ATM :: SBI’s Double Whammy
31 August 2017 | Moneylife Digital Team
With the Reserve Bank of India (RBI) having cut interest rates, banks have been quick to lower the interest rate on savings account from 4% to 3.5% on deposits up to Rs1 crore. State Bank of India (SBI) was the first to announce the cut and this means an immediate fattening of its bottom-line by as much as Rs4,000 crore at the cost of depositors. Remember, Indian banks had not raised savings account interest rate even when interest rates were soaring; but, as always, they are quick to cut. Other banks have followed SBI’s lead.
From 1 April 2017, SBI had announced the levy of a charge for failure to maintain a minimum quarterly balance in savings accounts. As Moneylife Foundation has said in its campaign against bank charges, this affects students and pensioners the most. SBI has always been the safe, go-to bank for both these categories of depositors. It is learnt that a Right to Information (RTI) application filed by Chandrashekar Gaud has shown exactly how the Bank has benefited.
SBI earned Rs235.06 crore as penalty from 38.87 million accounts only in the first quarter of this financial year. This means that the Bank could earn nearly Rs1,000 crore from such penalties alone. Given that banks are unable to recover their bad loans effectively, this appears to be the easy way to recover losses by penalising the most hapless depositors with the least amount of funds. According to a report in Dainik Bhaskar, SBI is deducting charges even from zero balance accounts of poor students, whose scholarship amount is less than what the Bank mandates as the minimum average balance (MAB).
The State-run lender has demanded that depositors maintain a minimum balance of Rs5,000 for urban and Rs1,000 for rural areas, failing which it levies penalty charges. Ironically, poor scholarship students in metro cities, such as Delhi and Mumbai, are also being forced to keep an impossible minimum balance of Rs5,000. So far, the government has not bothered to respond to pleas about such unconscionable charges. Moneylife has always argued that banks earn hefty spreads of over 7% on deposits which are among the highest spreads in the world; so banks have no reason to levy innumerable charges on ordinary depositors. SBI also levies Rs10+ service charges per ATM transaction, Rs20 for other bank ATM transactions, and Rs50 for branch transactions beyond the four free transactions per month.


All the records below must be returned exactly as they stand.

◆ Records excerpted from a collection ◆
- - -
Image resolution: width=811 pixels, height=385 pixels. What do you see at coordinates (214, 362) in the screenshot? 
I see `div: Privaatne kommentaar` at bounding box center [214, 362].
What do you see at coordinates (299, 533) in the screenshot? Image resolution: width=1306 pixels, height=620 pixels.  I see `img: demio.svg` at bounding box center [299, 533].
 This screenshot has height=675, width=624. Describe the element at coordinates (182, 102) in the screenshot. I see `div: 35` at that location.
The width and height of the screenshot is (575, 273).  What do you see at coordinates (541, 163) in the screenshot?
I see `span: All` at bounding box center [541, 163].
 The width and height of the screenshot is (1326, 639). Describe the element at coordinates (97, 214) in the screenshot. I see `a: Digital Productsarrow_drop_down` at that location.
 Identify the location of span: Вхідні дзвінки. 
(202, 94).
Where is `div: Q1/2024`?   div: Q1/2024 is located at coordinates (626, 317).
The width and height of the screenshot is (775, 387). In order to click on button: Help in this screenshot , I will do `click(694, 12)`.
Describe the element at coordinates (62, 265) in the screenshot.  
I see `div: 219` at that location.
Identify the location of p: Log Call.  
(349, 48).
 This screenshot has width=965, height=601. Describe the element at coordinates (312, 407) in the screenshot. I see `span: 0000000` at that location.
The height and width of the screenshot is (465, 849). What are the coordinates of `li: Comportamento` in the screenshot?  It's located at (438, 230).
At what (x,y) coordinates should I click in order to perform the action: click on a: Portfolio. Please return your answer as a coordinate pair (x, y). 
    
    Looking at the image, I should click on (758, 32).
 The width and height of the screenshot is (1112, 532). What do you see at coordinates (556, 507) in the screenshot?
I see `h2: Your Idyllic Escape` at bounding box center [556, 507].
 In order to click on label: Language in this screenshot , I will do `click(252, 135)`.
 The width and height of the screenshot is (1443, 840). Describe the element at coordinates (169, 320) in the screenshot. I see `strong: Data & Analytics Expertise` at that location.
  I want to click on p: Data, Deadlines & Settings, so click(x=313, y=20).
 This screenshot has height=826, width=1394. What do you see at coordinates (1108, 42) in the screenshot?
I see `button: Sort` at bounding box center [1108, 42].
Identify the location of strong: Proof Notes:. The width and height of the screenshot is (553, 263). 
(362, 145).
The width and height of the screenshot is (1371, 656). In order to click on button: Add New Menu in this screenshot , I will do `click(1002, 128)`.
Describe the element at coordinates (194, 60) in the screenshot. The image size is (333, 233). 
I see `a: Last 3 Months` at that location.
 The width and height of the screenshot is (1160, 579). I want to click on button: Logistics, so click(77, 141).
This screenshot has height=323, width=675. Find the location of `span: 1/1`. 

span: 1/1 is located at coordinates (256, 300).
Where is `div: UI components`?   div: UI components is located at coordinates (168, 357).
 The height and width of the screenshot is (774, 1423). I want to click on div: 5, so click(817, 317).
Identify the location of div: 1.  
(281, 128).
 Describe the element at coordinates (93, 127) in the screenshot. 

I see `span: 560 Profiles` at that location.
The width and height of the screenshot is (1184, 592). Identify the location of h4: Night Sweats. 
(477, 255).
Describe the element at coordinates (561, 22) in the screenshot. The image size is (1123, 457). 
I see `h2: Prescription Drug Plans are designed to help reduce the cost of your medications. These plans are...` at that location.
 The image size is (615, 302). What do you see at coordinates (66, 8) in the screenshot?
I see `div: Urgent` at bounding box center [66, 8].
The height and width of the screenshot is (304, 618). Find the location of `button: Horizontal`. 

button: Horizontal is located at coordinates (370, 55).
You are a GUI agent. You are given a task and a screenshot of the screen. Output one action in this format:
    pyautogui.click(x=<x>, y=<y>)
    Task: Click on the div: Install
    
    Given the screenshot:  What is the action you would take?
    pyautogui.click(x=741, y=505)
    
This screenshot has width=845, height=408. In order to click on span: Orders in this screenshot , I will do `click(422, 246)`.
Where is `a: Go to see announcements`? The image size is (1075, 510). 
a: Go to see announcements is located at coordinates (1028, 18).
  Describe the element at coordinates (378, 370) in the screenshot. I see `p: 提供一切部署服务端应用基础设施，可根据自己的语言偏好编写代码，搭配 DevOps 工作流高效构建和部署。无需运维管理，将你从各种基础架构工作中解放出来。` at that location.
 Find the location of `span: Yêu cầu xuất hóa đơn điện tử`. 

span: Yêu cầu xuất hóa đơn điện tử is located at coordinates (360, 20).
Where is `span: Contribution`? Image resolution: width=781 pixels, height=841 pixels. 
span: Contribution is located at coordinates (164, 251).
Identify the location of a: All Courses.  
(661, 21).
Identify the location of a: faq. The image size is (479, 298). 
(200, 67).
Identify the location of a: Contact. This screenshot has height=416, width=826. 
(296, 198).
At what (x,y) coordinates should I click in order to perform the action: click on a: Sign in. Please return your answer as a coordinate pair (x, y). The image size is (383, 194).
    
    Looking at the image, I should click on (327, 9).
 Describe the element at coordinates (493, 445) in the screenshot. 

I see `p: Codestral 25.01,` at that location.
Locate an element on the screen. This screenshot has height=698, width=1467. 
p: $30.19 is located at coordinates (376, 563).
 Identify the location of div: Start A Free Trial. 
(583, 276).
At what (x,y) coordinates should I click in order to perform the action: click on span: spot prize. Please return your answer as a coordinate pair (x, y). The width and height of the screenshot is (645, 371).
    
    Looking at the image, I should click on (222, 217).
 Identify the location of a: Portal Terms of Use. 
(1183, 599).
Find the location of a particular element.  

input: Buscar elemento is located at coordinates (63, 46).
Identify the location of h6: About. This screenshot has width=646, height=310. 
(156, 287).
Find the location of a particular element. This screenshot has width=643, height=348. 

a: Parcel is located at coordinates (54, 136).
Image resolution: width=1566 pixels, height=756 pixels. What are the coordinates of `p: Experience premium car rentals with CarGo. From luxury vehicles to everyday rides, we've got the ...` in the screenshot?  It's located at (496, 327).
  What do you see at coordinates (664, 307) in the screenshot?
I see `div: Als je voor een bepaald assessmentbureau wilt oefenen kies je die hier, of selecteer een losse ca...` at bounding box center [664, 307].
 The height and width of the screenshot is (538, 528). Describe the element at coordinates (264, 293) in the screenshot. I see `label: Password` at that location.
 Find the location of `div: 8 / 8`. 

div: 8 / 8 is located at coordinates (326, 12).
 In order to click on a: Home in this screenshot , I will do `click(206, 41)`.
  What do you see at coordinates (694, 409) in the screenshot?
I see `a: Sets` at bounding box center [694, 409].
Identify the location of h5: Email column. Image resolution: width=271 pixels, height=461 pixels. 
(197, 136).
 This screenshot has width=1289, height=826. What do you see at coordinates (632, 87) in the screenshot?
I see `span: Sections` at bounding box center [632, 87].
- - -
◆ EXPECTED OUTPUT ◆
Image resolution: width=811 pixels, height=385 pixels. What do you see at coordinates (214, 362) in the screenshot? 
I see `div: Privaatne kommentaar` at bounding box center [214, 362].
What do you see at coordinates (299, 533) in the screenshot? Image resolution: width=1306 pixels, height=620 pixels.  I see `img: demio.svg` at bounding box center [299, 533].
 This screenshot has height=675, width=624. Describe the element at coordinates (182, 102) in the screenshot. I see `div: 35` at that location.
The width and height of the screenshot is (575, 273).  What do you see at coordinates (541, 163) in the screenshot?
I see `span: All` at bounding box center [541, 163].
 The width and height of the screenshot is (1326, 639). Describe the element at coordinates (97, 214) in the screenshot. I see `a: Digital Productsarrow_drop_down` at that location.
 Identify the location of span: Вхідні дзвінки. 
(202, 94).
Where is `div: Q1/2024`?   div: Q1/2024 is located at coordinates (626, 317).
The width and height of the screenshot is (775, 387). In order to click on button: Help in this screenshot , I will do `click(694, 12)`.
Describe the element at coordinates (62, 265) in the screenshot.  
I see `div: 219` at that location.
Identify the location of p: Log Call.  
(349, 48).
 This screenshot has width=965, height=601. Describe the element at coordinates (312, 407) in the screenshot. I see `span: 0000000` at that location.
The height and width of the screenshot is (465, 849). What are the coordinates of `li: Comportamento` in the screenshot?  It's located at (438, 230).
At what (x,y) coordinates should I click in order to perform the action: click on a: Portfolio. Please return your answer as a coordinate pair (x, y). 
    
    Looking at the image, I should click on (758, 32).
 The width and height of the screenshot is (1112, 532). What do you see at coordinates (556, 507) in the screenshot?
I see `h2: Your Idyllic Escape` at bounding box center [556, 507].
 In order to click on label: Language in this screenshot , I will do `click(252, 135)`.
 The width and height of the screenshot is (1443, 840). Describe the element at coordinates (169, 320) in the screenshot. I see `strong: Data & Analytics Expertise` at that location.
  I want to click on p: Data, Deadlines & Settings, so click(x=313, y=20).
 This screenshot has height=826, width=1394. What do you see at coordinates (1108, 42) in the screenshot?
I see `button: Sort` at bounding box center [1108, 42].
Identify the location of strong: Proof Notes:. The width and height of the screenshot is (553, 263). 
(362, 145).
The width and height of the screenshot is (1371, 656). In order to click on button: Add New Menu in this screenshot , I will do `click(1002, 128)`.
Describe the element at coordinates (194, 60) in the screenshot. The image size is (333, 233). 
I see `a: Last 3 Months` at that location.
 The width and height of the screenshot is (1160, 579). I want to click on button: Logistics, so click(77, 141).
This screenshot has height=323, width=675. Find the location of `span: 1/1`. 

span: 1/1 is located at coordinates (256, 300).
Where is `div: UI components`?   div: UI components is located at coordinates (168, 357).
 The height and width of the screenshot is (774, 1423). I want to click on div: 5, so click(817, 317).
Identify the location of div: 1.  
(281, 128).
 Describe the element at coordinates (93, 127) in the screenshot. 

I see `span: 560 Profiles` at that location.
The width and height of the screenshot is (1184, 592). Identify the location of h4: Night Sweats. 
(477, 255).
Describe the element at coordinates (561, 22) in the screenshot. The image size is (1123, 457). 
I see `h2: Prescription Drug Plans are designed to help reduce the cost of your medications. These plans are...` at that location.
 The image size is (615, 302). What do you see at coordinates (66, 8) in the screenshot?
I see `div: Urgent` at bounding box center [66, 8].
The height and width of the screenshot is (304, 618). Find the location of `button: Horizontal`. 

button: Horizontal is located at coordinates (370, 55).
You are a GUI agent. You are given a task and a screenshot of the screen. Output one action in this format:
    pyautogui.click(x=<x>, y=<y>)
    Task: Click on the div: Install
    
    Given the screenshot:  What is the action you would take?
    pyautogui.click(x=741, y=505)
    
This screenshot has width=845, height=408. In order to click on span: Orders in this screenshot , I will do `click(422, 246)`.
Where is `a: Go to see announcements`? The image size is (1075, 510). 
a: Go to see announcements is located at coordinates (1028, 18).
  Describe the element at coordinates (378, 370) in the screenshot. I see `p: 提供一切部署服务端应用基础设施，可根据自己的语言偏好编写代码，搭配 DevOps 工作流高效构建和部署。无需运维管理，将你从各种基础架构工作中解放出来。` at that location.
 Find the location of `span: Yêu cầu xuất hóa đơn điện tử`. 

span: Yêu cầu xuất hóa đơn điện tử is located at coordinates (360, 20).
Where is `span: Contribution`? Image resolution: width=781 pixels, height=841 pixels. 
span: Contribution is located at coordinates (164, 251).
Identify the location of a: All Courses.  
(661, 21).
Identify the location of a: faq. The image size is (479, 298). 
(200, 67).
Identify the location of a: Contact. This screenshot has height=416, width=826. 
(296, 198).
At what (x,y) coordinates should I click in order to perform the action: click on a: Sign in. Please return your answer as a coordinate pair (x, y). The image size is (383, 194).
    
    Looking at the image, I should click on (327, 9).
 Describe the element at coordinates (493, 445) in the screenshot. 

I see `p: Codestral 25.01,` at that location.
Locate an element on the screen. This screenshot has height=698, width=1467. 
p: $30.19 is located at coordinates (376, 563).
 Identify the location of div: Start A Free Trial. 
(583, 276).
At what (x,y) coordinates should I click in order to perform the action: click on span: spot prize. Please return your answer as a coordinate pair (x, y). The width and height of the screenshot is (645, 371).
    
    Looking at the image, I should click on (222, 217).
 Identify the location of a: Portal Terms of Use. 
(1183, 599).
Find the location of a particular element.  

input: Buscar elemento is located at coordinates (63, 46).
Identify the location of h6: About. This screenshot has width=646, height=310. 
(156, 287).
Find the location of a particular element. This screenshot has width=643, height=348. 

a: Parcel is located at coordinates (54, 136).
Image resolution: width=1566 pixels, height=756 pixels. What are the coordinates of `p: Experience premium car rentals with CarGo. From luxury vehicles to everyday rides, we've got the ...` in the screenshot?  It's located at (496, 327).
  What do you see at coordinates (664, 307) in the screenshot?
I see `div: Als je voor een bepaald assessmentbureau wilt oefenen kies je die hier, of selecteer een losse ca...` at bounding box center [664, 307].
 The height and width of the screenshot is (538, 528). Describe the element at coordinates (264, 293) in the screenshot. I see `label: Password` at that location.
 Find the location of `div: 8 / 8`. 

div: 8 / 8 is located at coordinates (326, 12).
 In order to click on a: Home in this screenshot , I will do `click(206, 41)`.
  What do you see at coordinates (694, 409) in the screenshot?
I see `a: Sets` at bounding box center [694, 409].
Identify the location of h5: Email column. Image resolution: width=271 pixels, height=461 pixels. 
(197, 136).
 This screenshot has width=1289, height=826. What do you see at coordinates (632, 87) in the screenshot?
I see `span: Sections` at bounding box center [632, 87].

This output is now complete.